Ligurian cuisine in San Remo leans slightly richer than in Bordighera — more meat, more elaborate preparations, a stronger French influence in the sauces. Our friends steered us away from the tourist menus on the lungomare and into the back streets of the city, where the real eating happens.
What to order:
Farinata — chickpea flatbread, eaten standing at a sciamadda bakery at noon. Non-negotiable.
Trofie al pesto — the canonical Ligurian pasta with the finest basil in the world
Acciughe di Liguria — local anchovies, marinated, fried, or in salsa verde
Coniglio alla sanremese — rabbit braised with olives, pine nuts, and white wine; the city's signature meat dish
Sardenaira — San Remo's own version of pizza, topped with tomato, anchovies, capers, and olives.

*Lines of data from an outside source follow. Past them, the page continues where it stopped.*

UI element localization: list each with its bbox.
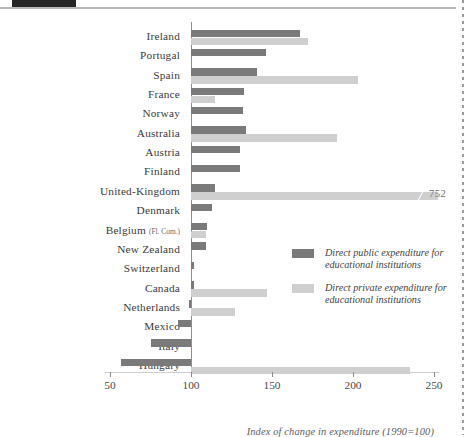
overflow-value-label: 752 [429, 188, 446, 199]
bar-public-bar [191, 281, 194, 288]
bar-public-bar [178, 320, 191, 327]
bar-public-bar [191, 107, 243, 114]
bar-private-bar [191, 134, 337, 141]
x-axis-tick [434, 372, 435, 377]
bar-row: Norway [0, 105, 456, 125]
legend-swatch-private [292, 284, 314, 293]
bar-private-bar [191, 96, 215, 103]
bar-row: United-Kingdom [0, 183, 456, 203]
legend-label-public: Direct public expenditure for educationa… [325, 247, 460, 272]
bar-public-bar [191, 165, 240, 172]
bar-public-bar [191, 88, 244, 95]
x-axis-tick [191, 372, 192, 377]
bar-private-bar [191, 192, 438, 199]
x-axis-tick-label: 150 [247, 379, 297, 391]
x-axis-caption: Index of change in expenditure (1990=100… [247, 426, 434, 437]
bar-group [0, 222, 456, 242]
legend-label-private: Direct private expenditure for education… [325, 282, 460, 307]
bar-row: Italy [0, 338, 456, 358]
bar-public-bar [191, 146, 240, 153]
bar-row: Australia [0, 125, 456, 145]
bar-public-bar [191, 68, 257, 75]
bar-private-bar [191, 231, 206, 238]
bar-group [0, 163, 456, 183]
legend-item-private: Direct private expenditure for education… [292, 282, 460, 308]
bar-group [0, 318, 456, 338]
bar-row: France [0, 86, 456, 106]
bar-group [0, 144, 456, 164]
bar-private-bar [191, 76, 358, 83]
bar-row: Ireland [0, 28, 456, 48]
header-rule [0, 7, 456, 9]
bar-row: Belgium (Fl. Com.) [0, 222, 456, 242]
x-axis-tick-label: 100 [166, 379, 216, 391]
bar-public-bar [191, 184, 215, 191]
bar-row: Finland [0, 163, 456, 183]
bar-row: Portugal [0, 47, 456, 67]
bar-group [0, 338, 456, 358]
x-axis-tick-label: 200 [328, 379, 378, 391]
bar-public-bar [191, 223, 207, 230]
header-band [0, 0, 466, 9]
x-axis-tick-label: 250 [409, 379, 459, 391]
page-margin-dots [462, 0, 464, 435]
bar-public-bar [121, 359, 191, 366]
bar-row: Denmark [0, 202, 456, 222]
bar-group [0, 183, 456, 203]
plot-region: IrelandPortugalSpainFranceNorwayAustrali… [0, 22, 456, 374]
bar-public-bar [151, 339, 192, 346]
bar-row: Austria [0, 144, 456, 164]
chart-legend: Direct public expenditure for educationa… [292, 247, 460, 317]
bar-group [0, 125, 456, 145]
bar-group [0, 47, 456, 67]
bar-group [0, 86, 456, 106]
x-axis: 50100150200250 [0, 372, 456, 404]
legend-swatch-public [292, 249, 314, 258]
bar-public-bar [191, 49, 266, 56]
bar-private-bar [191, 38, 308, 45]
bar-public-bar [189, 300, 191, 307]
bar-private-bar [191, 308, 235, 315]
bar-public-bar [191, 242, 206, 249]
bar-public-bar [191, 126, 246, 133]
legend-item-public: Direct public expenditure for educationa… [292, 247, 460, 273]
bar-row: Spain [0, 67, 456, 87]
x-axis-tick-label: 50 [85, 379, 135, 391]
axis-break-mark [416, 190, 427, 201]
bar-row: Mexico [0, 318, 456, 338]
bar-public-bar [191, 30, 300, 37]
bar-private-bar [191, 289, 267, 296]
bar-chart: IrelandPortugalSpainFranceNorwayAustrali… [0, 22, 456, 382]
bar-group [0, 67, 456, 87]
bar-group [0, 105, 456, 125]
bar-group [0, 28, 456, 48]
bar-group [0, 202, 456, 222]
x-axis-tick [272, 372, 273, 377]
x-axis-tick [110, 372, 111, 377]
bar-public-bar [191, 204, 212, 211]
header-tab-marker [12, 0, 76, 7]
bar-public-bar [191, 262, 194, 269]
x-axis-tick [353, 372, 354, 377]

Thinner and more savoury than Neapolitan pizza. Order it at any bakery.
Rossese di Dolceacqua — the local red wine, light and fragrant. Our friends ordered it everywhere and were always right to do so.

Our favourite experience: a late lunch with our local friends at a small trattoria behind the covered market — no menu in English, paper tablecloth, handwritten daily specials, and three hours of conversation about San Remo, Ligurian food, and the correct way to prepare brandacujun. The kind of meal that is only possible with people who know the city.
Hint! Ask your hotel or any local for the nearest sciamadda — the traditional Ligurian fry shop selling farinata, torta di verdure, and fried fish. There is always one within two blocks. It is always correct.
Walks in San Remo

Walk 1 — La Pigna Ascent: Enter from Piazza Eroi Sanremesi and climb through the concentric rings of medieval lanes to the Sanctuary of the Madonna della Costa at the top. The complete ascent takes 30–40 minutes; allow double that to stop, look, and occasionally get deliberately lost. Descent via the opposite side for different views.
Walk 2 — Lungomare Circuit: From the old port along the full length of the Lungomare Imperatrice to the casino gardens and back — 4 km, completely flat, 1 hour at a relaxed pace.
Walk 3 — Via Julia Augusta Trail: Sections of the ancient Roman road are still walkable in the hills above San Remo — the tourist office has a trail map. The path passes through old olive groves and abandoned terraces with extraordinary views over the bay.
Day Trips from San Remo
San Remo makes an equally good base to Bordighera for day trips across the western Ligurian Riviera:
Bordighera (20 min west by train) — old town, Monet's palms, the Pallanca Exotic Garden
Dolceacqua (25 min inland by car) — medieval bridge, Doria castle, Rossese wine
Cervo (30 min east by car) — the perfect small medieval village above the sea
Taggia (10 min east) — a large and undervisited medieval village with an important Dominican convent
Monaco (40 min west by train) — the principality, Oceanographic Museum, and organised excess
Getting There
By train: 12 minutes from Bordighera; 50 minutes from Nice; 2h from Genova. San Remo has two stations — San Remo (main, central) and Arma di Taggia (eastern suburbs).
By car: Via Aurelia coastal road from Bordighera (25 min); autostrada A10, exit San Remo.
Cycling: The coastal cycling path connects San Remo to Ospedaletti and Santo Stefano al Mare.
A Final Word

We arrived in San Remo as day-trippers from Bordighera on a warm May morning and stayed until well after dark, guided throughout by local friends who treated the city the way only people who truly love a place can — showing us not the monuments but the spaces between them, not the restaurant on the lungomare but the trattoria behind the market, not the view from the tourist terrace but the view from the top of La Pigna at sunset with a glass of Rossese in hand. San Remo rewarded our time in the way that only complicated, layered cities can. Go beyond the lungomare. Climb La Pigna. Find a sciamadda. And if you are lucky enough to have a local friend, follow them without question.